Master Pandas Basics: From DataFrames to Quick Data Insights
This tutorial introduces Pandas fundamentals, covering installation, DataFrame and Series concepts, creating, reading, and storing data, quick inspection methods, essential column operations, and handling of common data types such as strings, numerics, and dates.
01 Important Preface
This is the first article of the Python data analysis practical series, focusing on a simple encounter with Pandas. Beginners often learn Python syntax quickly, dive into the classic "Python for Data Analysis" book, and then feel lost when applying the knowledge to real tasks.
The main obstacles are insufficient understanding and lack of practice, plus a common "three‑methods‑one‑confusion" trap where learners try many solutions for a single problem without deep practice.
02 Pandas Introduction
Pandas is a professional data analysis tool built on NumPy, offering flexible and efficient handling of various datasets. It provides two core data structures: DataFrame (similar to an Excel sheet) and Series (a single column of the sheet).
Before processing data, it is crucial to plan the analysis, clarify its purpose, and outline the workflow.
03 Create, Read, and Store
First, import the library: import pandas as pd Creation : The most common way to build a DataFrame is using a dictionary of lists.
df = pd.DataFrame({"Column1": [value1, value2], "Column2": [value3, value4]})Reading : Load data from CSV or Excel files.
df_csv = pd.read_csv("file.csv", engine="python") df_excel = pd.read_excel("file.xlsx")Storing : Save DataFrames back to CSV or Excel.
df.to_csv("output.csv", index=False) df.to_excel("output.xlsx", index=False)04 Quick Data Inspection
Use df.head() and df.tail() to view the first and last rows. df.info() reveals column data types and missing values. df.describe() provides statistical summaries for numeric columns.
05 Basic Column Operations
Add : df["NewColumn"] = new_values Delete : df.drop("ColumnName", axis=1, inplace=True) Select : Single column – df["ColumnName"]; multiple columns – df[["Col1", "Col2"]] Modify :
df["ExistingColumn"] = updated_values06 Common Data Types and Operations
String : Operate with .str accessor, e.g., df["col"].str.replace("-", "").
Numeric : Perform arithmetic directly, e.g., df["Visitors"] + 10000 or calculate sales:
df["Sales"] = df["Visitors"] * df["ConversionRate"] * df["AvgOrderValue"]Be aware of type mismatches; convert percentage strings to floats before calculations.
Time : Convert string dates to datetime objects: df["Date"] = pd.to_datetime(df["DateString"]) After conversion, date arithmetic is straightforward, such as computing days until year‑end:
(pd.Timestamp("2019-12-31") - df["Date"]).dt.daysSummary
Understand what Pandas is and its core data structures.
Learn how to create, read, and store DataFrames.
Quickly inspect data with head, tail, info, and describe.
Perform basic column operations: add, delete, select, and modify.
Handle common data types: strings, numerics, and dates.
Each step is designed to be concise and practical, preparing you for more advanced case studies.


WHAT THE TASK ASKS:
In the entries below, find each line with the string "Enter" and copy it.

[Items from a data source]
.....

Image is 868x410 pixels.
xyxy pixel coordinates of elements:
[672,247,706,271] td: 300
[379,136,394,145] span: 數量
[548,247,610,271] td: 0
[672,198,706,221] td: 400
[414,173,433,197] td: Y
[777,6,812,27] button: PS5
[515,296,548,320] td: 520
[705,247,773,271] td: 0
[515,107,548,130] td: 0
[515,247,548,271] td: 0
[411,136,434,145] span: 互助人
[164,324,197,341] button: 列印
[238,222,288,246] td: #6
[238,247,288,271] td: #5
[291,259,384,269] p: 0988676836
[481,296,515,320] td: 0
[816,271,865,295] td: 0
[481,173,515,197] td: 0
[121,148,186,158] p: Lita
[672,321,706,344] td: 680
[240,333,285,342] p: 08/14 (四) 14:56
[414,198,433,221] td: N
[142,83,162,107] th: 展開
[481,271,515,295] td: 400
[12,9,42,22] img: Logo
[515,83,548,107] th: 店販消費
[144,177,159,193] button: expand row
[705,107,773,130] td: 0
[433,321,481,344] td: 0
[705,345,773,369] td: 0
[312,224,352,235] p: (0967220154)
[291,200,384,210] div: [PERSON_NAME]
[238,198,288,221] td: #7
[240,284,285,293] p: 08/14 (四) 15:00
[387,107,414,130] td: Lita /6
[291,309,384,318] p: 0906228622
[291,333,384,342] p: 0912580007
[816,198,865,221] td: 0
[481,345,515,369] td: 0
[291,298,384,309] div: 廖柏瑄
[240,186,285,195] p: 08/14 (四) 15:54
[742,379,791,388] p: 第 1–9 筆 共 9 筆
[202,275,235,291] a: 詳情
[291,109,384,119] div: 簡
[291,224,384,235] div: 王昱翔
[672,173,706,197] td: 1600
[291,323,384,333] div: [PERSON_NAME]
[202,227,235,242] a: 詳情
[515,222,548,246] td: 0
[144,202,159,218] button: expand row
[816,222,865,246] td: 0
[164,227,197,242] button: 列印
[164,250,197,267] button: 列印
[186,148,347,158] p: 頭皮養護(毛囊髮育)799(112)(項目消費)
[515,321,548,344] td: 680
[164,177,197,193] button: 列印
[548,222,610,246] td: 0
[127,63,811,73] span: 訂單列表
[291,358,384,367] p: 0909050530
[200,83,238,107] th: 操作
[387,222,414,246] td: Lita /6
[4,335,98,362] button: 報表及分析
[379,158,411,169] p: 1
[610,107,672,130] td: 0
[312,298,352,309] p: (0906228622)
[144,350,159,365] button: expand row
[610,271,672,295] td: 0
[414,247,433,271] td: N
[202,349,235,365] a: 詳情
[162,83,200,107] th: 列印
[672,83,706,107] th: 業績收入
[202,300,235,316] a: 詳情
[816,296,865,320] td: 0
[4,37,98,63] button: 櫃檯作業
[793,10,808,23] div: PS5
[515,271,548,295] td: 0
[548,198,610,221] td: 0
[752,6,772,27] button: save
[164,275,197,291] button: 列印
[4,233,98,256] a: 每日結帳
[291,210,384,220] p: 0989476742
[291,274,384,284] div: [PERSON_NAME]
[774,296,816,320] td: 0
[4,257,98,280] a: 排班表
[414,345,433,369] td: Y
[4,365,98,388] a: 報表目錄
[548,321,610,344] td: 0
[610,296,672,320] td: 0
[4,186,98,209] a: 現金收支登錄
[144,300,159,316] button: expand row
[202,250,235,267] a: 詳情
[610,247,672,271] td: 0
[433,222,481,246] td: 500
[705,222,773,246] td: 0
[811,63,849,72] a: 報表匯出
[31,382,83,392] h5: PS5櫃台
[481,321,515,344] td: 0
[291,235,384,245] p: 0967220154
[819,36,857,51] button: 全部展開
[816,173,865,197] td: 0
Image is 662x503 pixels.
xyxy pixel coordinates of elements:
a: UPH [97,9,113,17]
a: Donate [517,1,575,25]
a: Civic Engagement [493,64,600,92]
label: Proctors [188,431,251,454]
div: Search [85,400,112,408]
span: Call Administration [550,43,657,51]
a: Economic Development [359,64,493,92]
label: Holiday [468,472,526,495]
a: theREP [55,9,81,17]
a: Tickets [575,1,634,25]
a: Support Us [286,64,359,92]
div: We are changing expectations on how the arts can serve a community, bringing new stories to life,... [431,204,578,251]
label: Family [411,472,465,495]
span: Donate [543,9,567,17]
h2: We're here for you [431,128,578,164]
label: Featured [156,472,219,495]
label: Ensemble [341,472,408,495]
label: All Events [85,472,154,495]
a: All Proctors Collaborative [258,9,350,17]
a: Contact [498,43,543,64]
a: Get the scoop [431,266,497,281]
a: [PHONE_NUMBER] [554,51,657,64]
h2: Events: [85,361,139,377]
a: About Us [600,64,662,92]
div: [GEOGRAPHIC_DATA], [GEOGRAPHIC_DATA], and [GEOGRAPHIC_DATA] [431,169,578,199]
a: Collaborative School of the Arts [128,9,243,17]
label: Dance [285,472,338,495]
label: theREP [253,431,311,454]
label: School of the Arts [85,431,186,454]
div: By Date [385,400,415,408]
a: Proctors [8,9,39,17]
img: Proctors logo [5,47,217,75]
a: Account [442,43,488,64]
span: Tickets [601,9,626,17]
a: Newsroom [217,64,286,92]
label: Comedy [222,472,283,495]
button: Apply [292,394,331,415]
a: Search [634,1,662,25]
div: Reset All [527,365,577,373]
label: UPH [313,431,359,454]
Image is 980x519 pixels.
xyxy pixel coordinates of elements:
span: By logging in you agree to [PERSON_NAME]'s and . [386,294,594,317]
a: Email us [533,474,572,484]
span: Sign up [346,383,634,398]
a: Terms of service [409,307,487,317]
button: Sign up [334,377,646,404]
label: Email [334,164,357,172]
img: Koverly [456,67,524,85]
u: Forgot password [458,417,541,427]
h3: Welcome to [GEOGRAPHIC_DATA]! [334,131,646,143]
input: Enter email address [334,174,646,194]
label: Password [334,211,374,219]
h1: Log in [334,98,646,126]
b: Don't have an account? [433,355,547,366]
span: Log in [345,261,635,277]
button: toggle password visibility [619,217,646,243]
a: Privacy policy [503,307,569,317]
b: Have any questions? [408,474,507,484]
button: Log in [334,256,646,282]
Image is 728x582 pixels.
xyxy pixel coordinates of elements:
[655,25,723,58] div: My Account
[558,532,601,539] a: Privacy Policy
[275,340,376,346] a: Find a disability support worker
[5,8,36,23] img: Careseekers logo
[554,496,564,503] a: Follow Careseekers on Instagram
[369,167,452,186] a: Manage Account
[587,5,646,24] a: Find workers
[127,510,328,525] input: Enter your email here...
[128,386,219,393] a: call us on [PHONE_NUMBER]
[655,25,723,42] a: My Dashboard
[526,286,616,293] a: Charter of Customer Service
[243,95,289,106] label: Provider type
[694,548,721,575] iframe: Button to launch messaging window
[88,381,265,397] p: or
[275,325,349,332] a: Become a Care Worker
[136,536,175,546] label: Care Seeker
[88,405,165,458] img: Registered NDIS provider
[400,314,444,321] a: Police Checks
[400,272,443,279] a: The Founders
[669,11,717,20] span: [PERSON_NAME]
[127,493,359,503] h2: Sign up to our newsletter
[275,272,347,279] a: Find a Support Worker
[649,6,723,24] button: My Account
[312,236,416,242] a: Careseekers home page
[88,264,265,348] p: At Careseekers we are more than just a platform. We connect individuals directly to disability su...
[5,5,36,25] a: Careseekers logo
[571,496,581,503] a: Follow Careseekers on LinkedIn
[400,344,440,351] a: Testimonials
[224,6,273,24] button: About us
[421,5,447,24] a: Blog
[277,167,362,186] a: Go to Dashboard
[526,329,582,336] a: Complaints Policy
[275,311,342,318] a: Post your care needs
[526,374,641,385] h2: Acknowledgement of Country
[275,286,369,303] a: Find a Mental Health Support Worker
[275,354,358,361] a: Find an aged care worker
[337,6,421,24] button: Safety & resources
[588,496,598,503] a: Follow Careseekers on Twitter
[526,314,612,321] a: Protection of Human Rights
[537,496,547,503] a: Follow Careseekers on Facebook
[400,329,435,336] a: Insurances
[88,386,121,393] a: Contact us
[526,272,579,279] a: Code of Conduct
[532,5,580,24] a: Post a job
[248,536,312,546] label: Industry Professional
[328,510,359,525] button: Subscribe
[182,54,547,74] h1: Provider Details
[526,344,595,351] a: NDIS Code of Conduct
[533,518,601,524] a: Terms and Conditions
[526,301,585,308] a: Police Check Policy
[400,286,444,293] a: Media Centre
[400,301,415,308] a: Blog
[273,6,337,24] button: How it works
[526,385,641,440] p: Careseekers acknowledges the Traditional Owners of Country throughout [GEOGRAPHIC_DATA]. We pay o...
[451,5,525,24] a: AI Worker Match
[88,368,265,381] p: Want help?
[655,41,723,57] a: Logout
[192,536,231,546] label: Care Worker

.....

RESPONSE:
input: Enter email address [334,174,646,194]
[127,510,328,525] input: Enter your email here...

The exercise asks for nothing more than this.